**Pixel coordinate grounding data:**
----

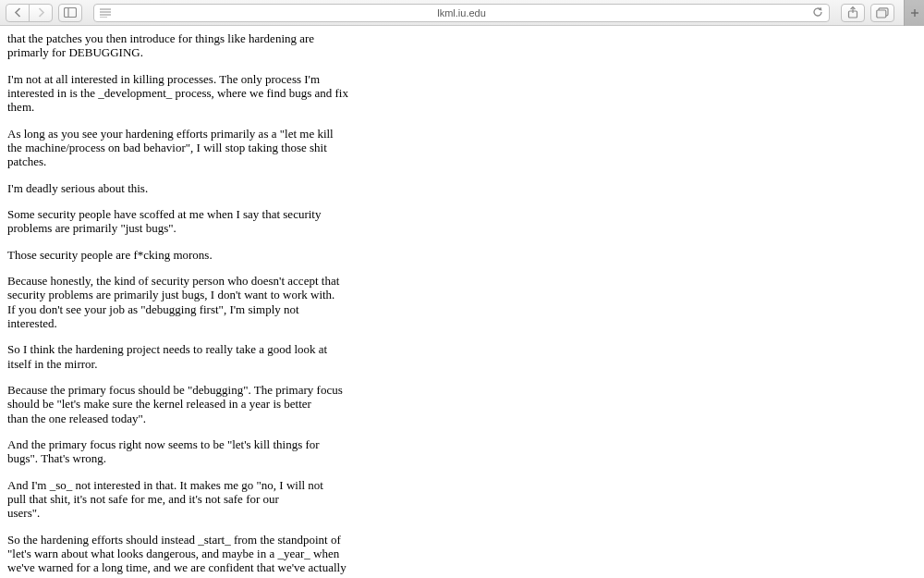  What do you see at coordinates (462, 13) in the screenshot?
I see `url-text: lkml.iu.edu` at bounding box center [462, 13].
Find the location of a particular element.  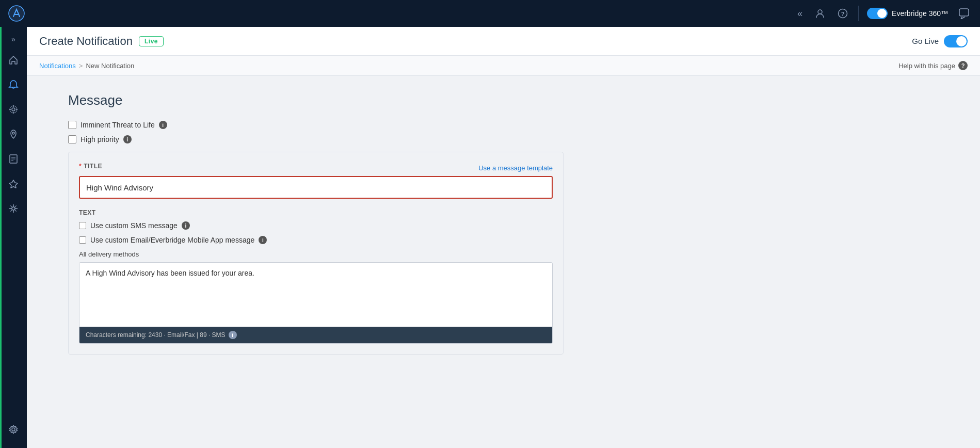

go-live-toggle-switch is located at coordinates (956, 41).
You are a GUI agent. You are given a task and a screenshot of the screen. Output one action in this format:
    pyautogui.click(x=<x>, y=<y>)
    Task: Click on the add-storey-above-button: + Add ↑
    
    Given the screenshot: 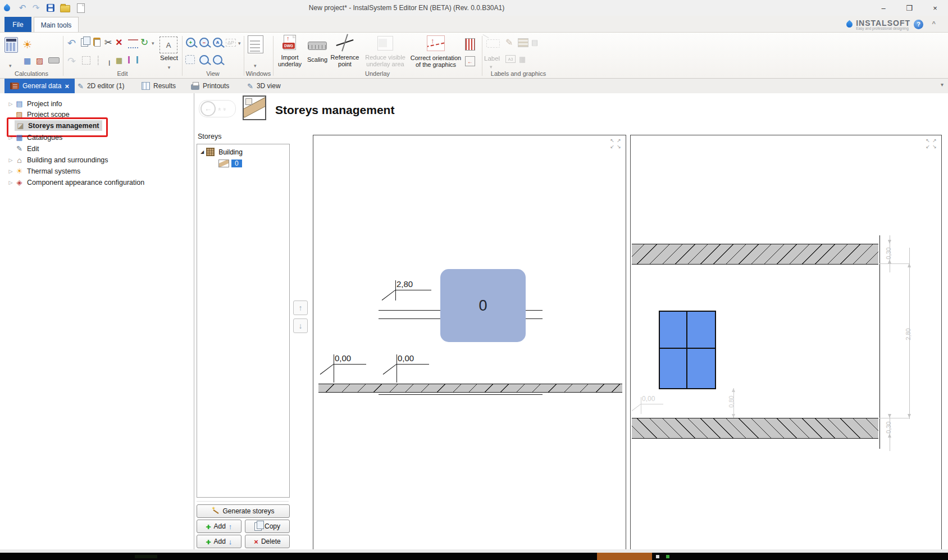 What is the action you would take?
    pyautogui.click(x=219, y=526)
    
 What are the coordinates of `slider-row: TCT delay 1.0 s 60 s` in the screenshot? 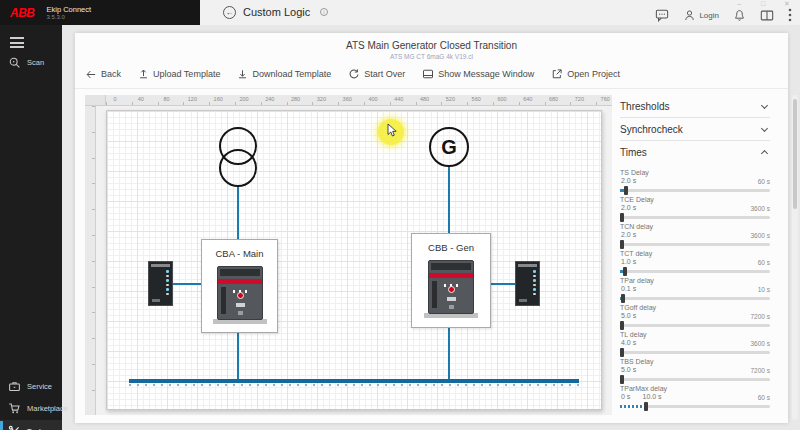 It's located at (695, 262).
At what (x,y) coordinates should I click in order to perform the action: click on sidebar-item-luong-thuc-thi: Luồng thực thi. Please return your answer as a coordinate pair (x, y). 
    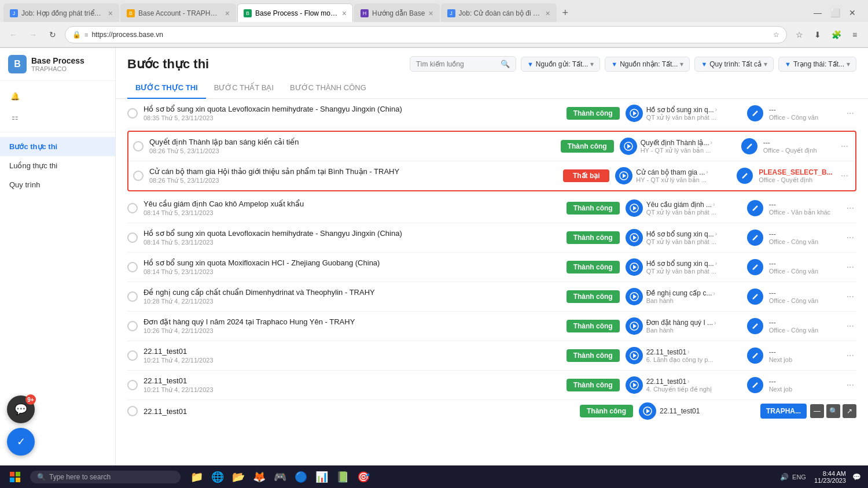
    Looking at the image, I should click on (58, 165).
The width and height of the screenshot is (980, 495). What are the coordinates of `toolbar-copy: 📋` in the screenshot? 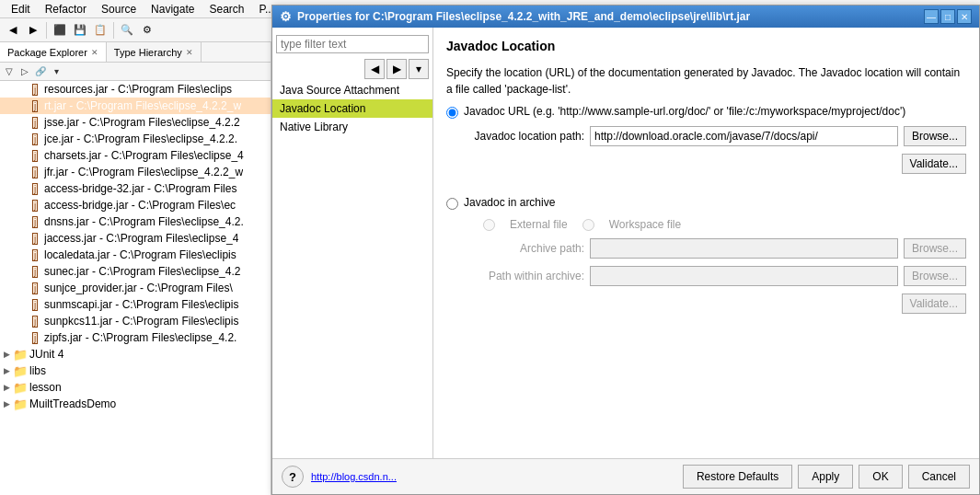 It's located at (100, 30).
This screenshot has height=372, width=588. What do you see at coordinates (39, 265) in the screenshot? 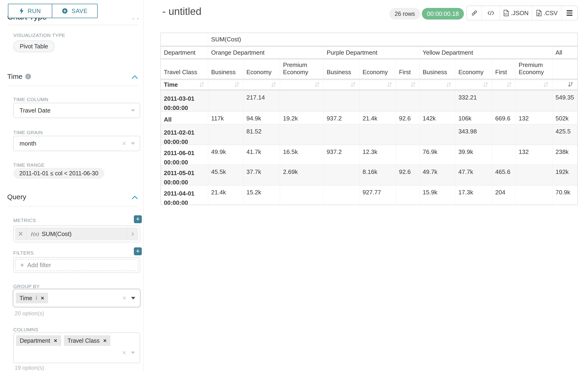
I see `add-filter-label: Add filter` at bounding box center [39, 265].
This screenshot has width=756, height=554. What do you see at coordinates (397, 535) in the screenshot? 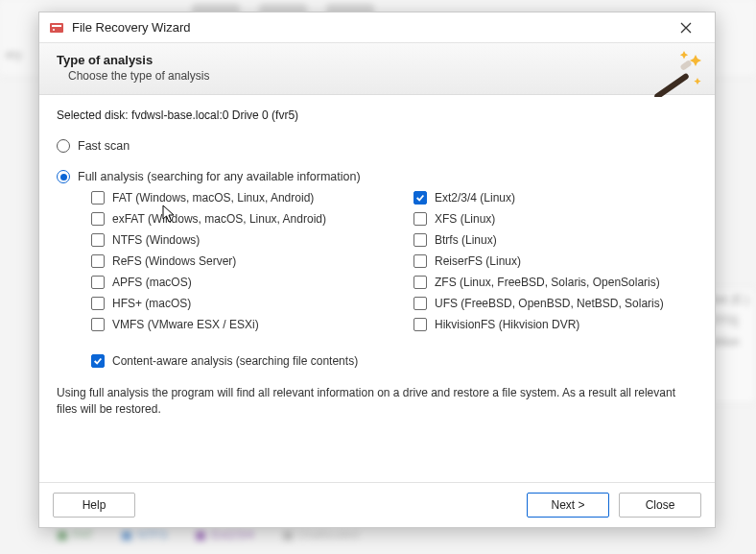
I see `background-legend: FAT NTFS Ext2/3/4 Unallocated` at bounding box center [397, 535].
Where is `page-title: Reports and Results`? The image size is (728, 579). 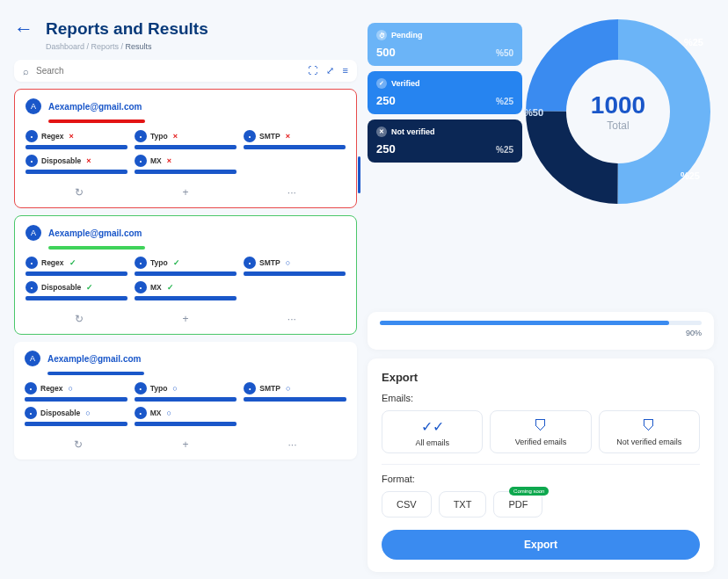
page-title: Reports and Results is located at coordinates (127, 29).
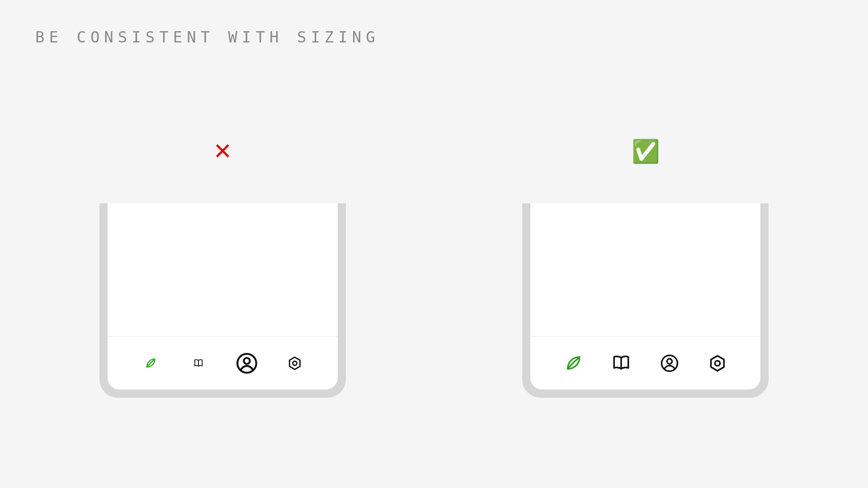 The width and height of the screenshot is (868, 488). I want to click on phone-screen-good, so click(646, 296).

----

**Required action:**
Retype exactly the lines from the one containing "This screenshot has width=756, height=554." through the last line of the records above, both included, and leave out any pictures.

**Solution to this exercise:**
This screenshot has width=756, height=554. What do you see at coordinates (397, 535) in the screenshot? 
I see `background-legend: FAT NTFS Ext2/3/4 Unallocated` at bounding box center [397, 535].
Where is `page-title: Reports and Results`? The image size is (728, 579). 
page-title: Reports and Results is located at coordinates (127, 29).
 The width and height of the screenshot is (868, 488). I want to click on phone-screen-good, so click(646, 296).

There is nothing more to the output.